What is a flow_token in the WhatsApp Business API?+
It is a string you set when you send a WhatsApp Flow. WhatsApp passes it through untouched and returns it to your webhook when the user completes the Flow, so you can match the submission to the right user, conversation, and backend record.
Who generates the Interactive Flow Token — Meta or the business?+
You do. The business generates the value at send time and attaches it to the Flow message. Meta treats it as opaque and never assigns, interprets, or stores business meaning in it.
Is the flow_token secure or confidential?+
No. Treat it as untrusted, non-confidential data because it round-trips through the user's device. Never embed secrets or raw PII. Use a random ID or a server-verifiable signed reference instead.

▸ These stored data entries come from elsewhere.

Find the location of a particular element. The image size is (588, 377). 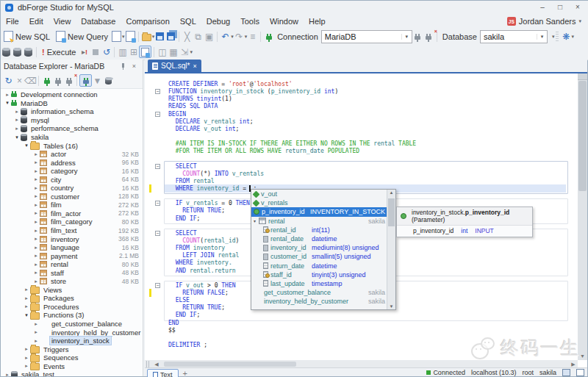

database-overflow: ▾ is located at coordinates (553, 37).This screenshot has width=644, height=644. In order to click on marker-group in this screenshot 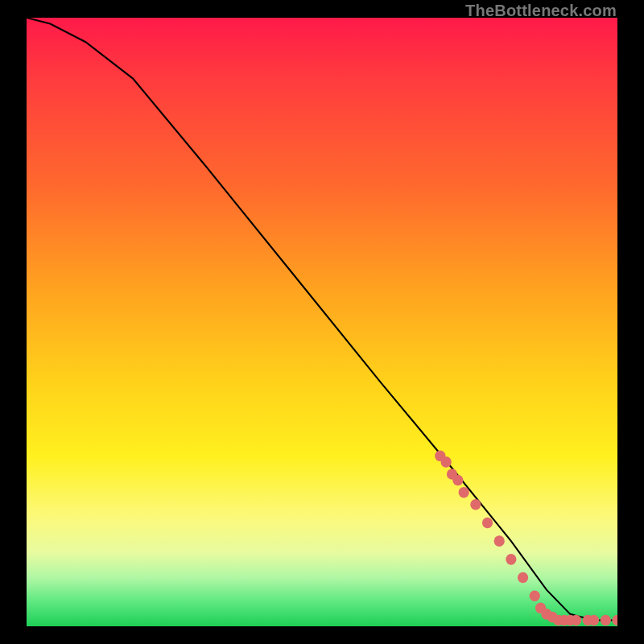, I will do `click(526, 539)`. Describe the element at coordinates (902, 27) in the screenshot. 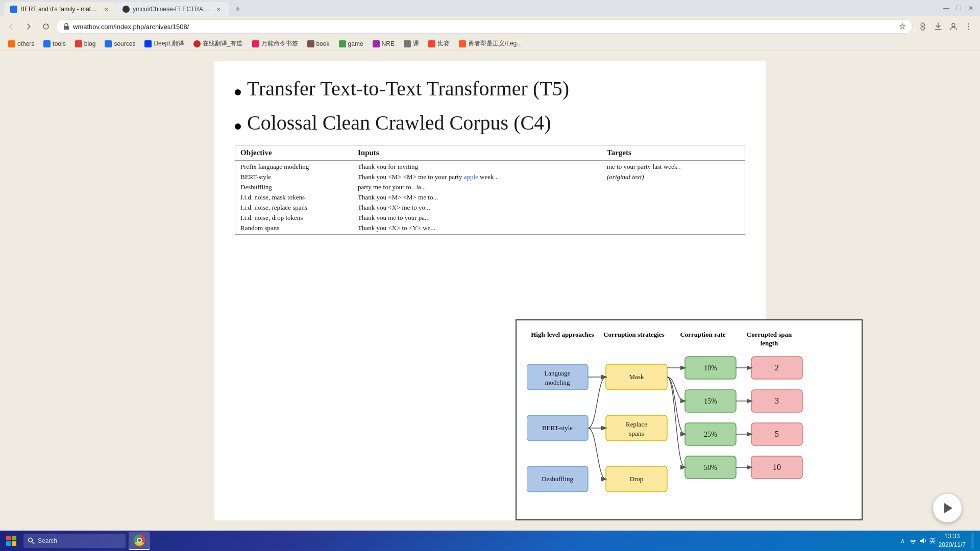

I see `star-icon` at that location. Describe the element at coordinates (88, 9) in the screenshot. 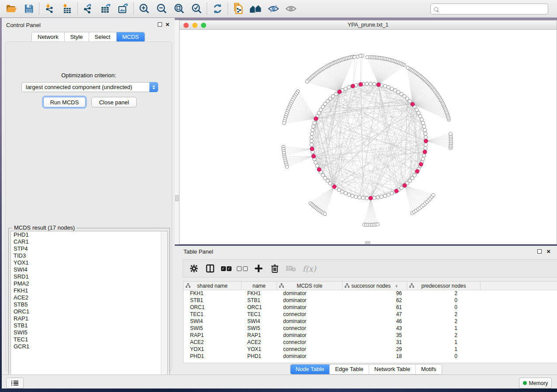

I see `export-network-icon` at that location.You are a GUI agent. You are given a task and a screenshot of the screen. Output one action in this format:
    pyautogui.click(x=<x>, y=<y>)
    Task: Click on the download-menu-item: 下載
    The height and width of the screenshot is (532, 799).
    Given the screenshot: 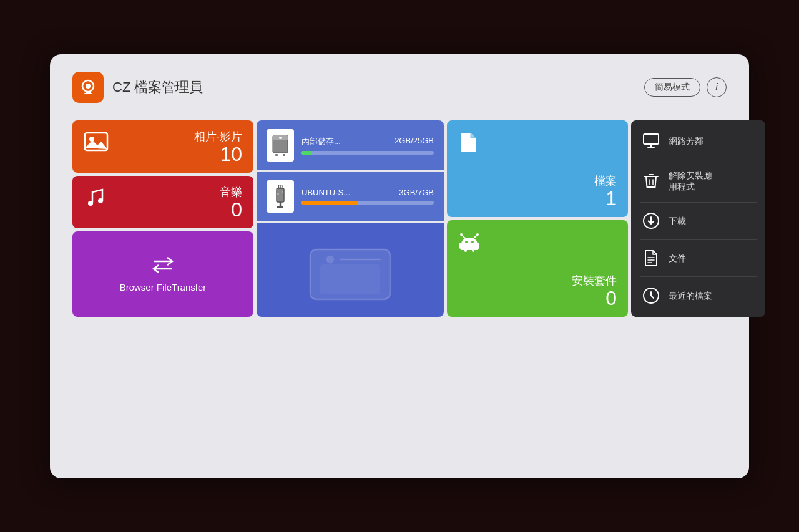 What is the action you would take?
    pyautogui.click(x=698, y=221)
    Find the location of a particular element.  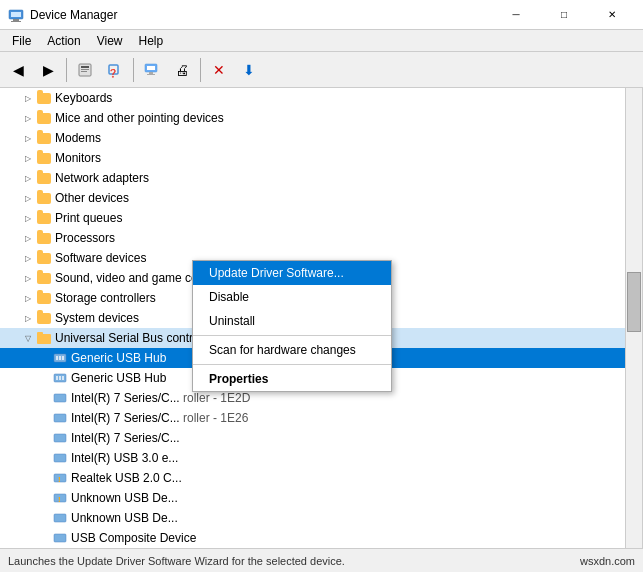

context-menu-scan: Scan for hardware changes is located at coordinates (292, 350).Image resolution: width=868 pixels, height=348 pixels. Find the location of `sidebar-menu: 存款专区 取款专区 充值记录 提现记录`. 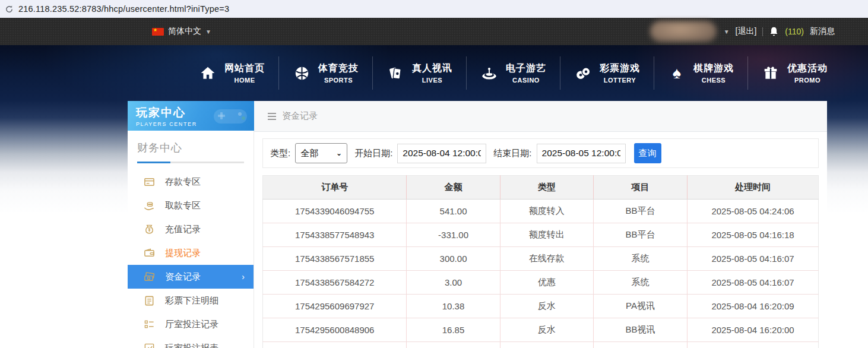

sidebar-menu: 存款专区 取款专区 充值记录 提现记录 is located at coordinates (191, 259).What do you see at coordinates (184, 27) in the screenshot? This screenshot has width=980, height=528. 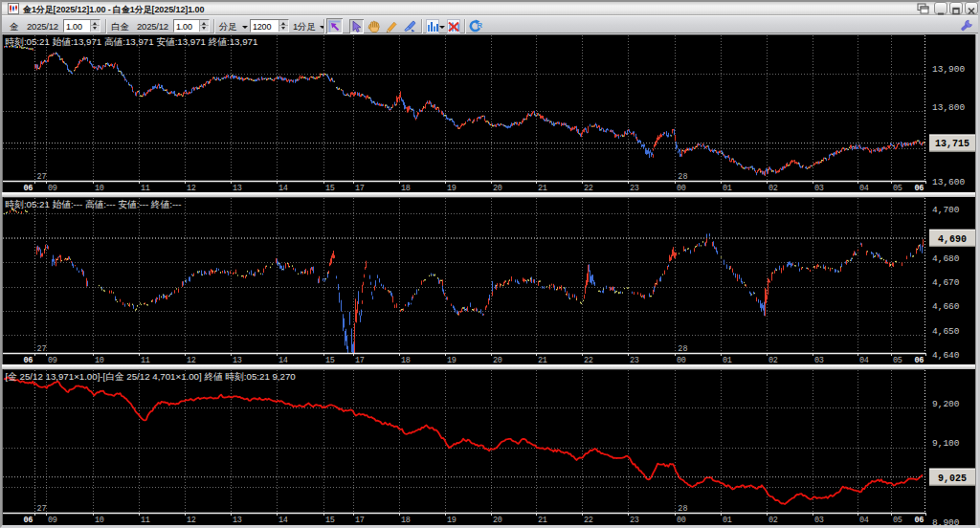 I see `platinum-multiplier-value: 1.00` at bounding box center [184, 27]. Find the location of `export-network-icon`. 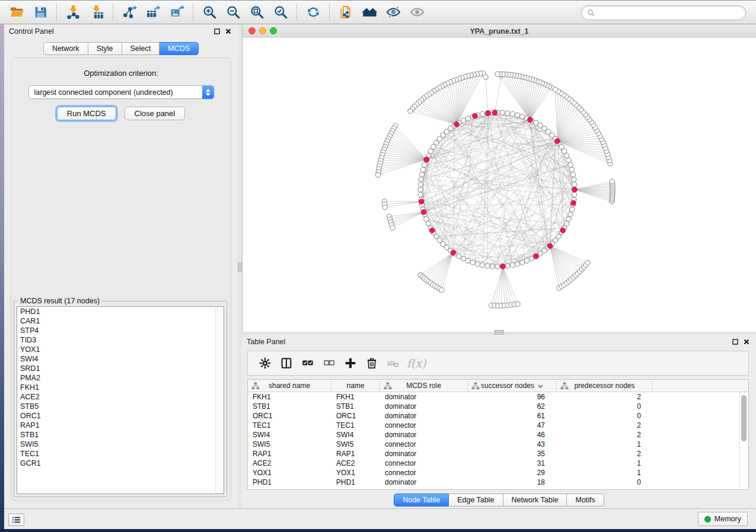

Can I reuse the same flow_token for multiple Flows?+
You should not. Reusing a token means every submission maps back to the same record, breaking correlation. Mint a fresh, unique token for each Flow you send.
Does sending a WhatsApp Flow cost extra?+
Meta bills per delivered message by category — utility, marketing, or authentication. The template that carries the Flow is billed as usual; the Flow submission itself does not add a separate per-conversation charge, because Meta bills per delivered message, not per conversation. InfiQ shows transparent ₹ pricing, ex-GST.
What happens if a flow_token is missing or unknown at my webhook?+
Your handler should fail gracefully — log it, and route to a safe fallback rather than crashing. Usually this means the referenced record expired or the token was malformed, so you re-prompt the user rather than silently dropping their submission.
How does the token work with dynamic (endpoint-driven) Flows?+
For dynamic Flows, Meta calls your data-exchange endpoint on each screen transition and includes the flow_token, letting you serve the correct screen data and, on completion, finalise against the same record.
How do I prevent processing the same submission twice?+
Enforce idempotency keyed on the flow_token. Mark a token as consumed once you process it, and ignore or safely no-op any later submission carrying a token you have already handled.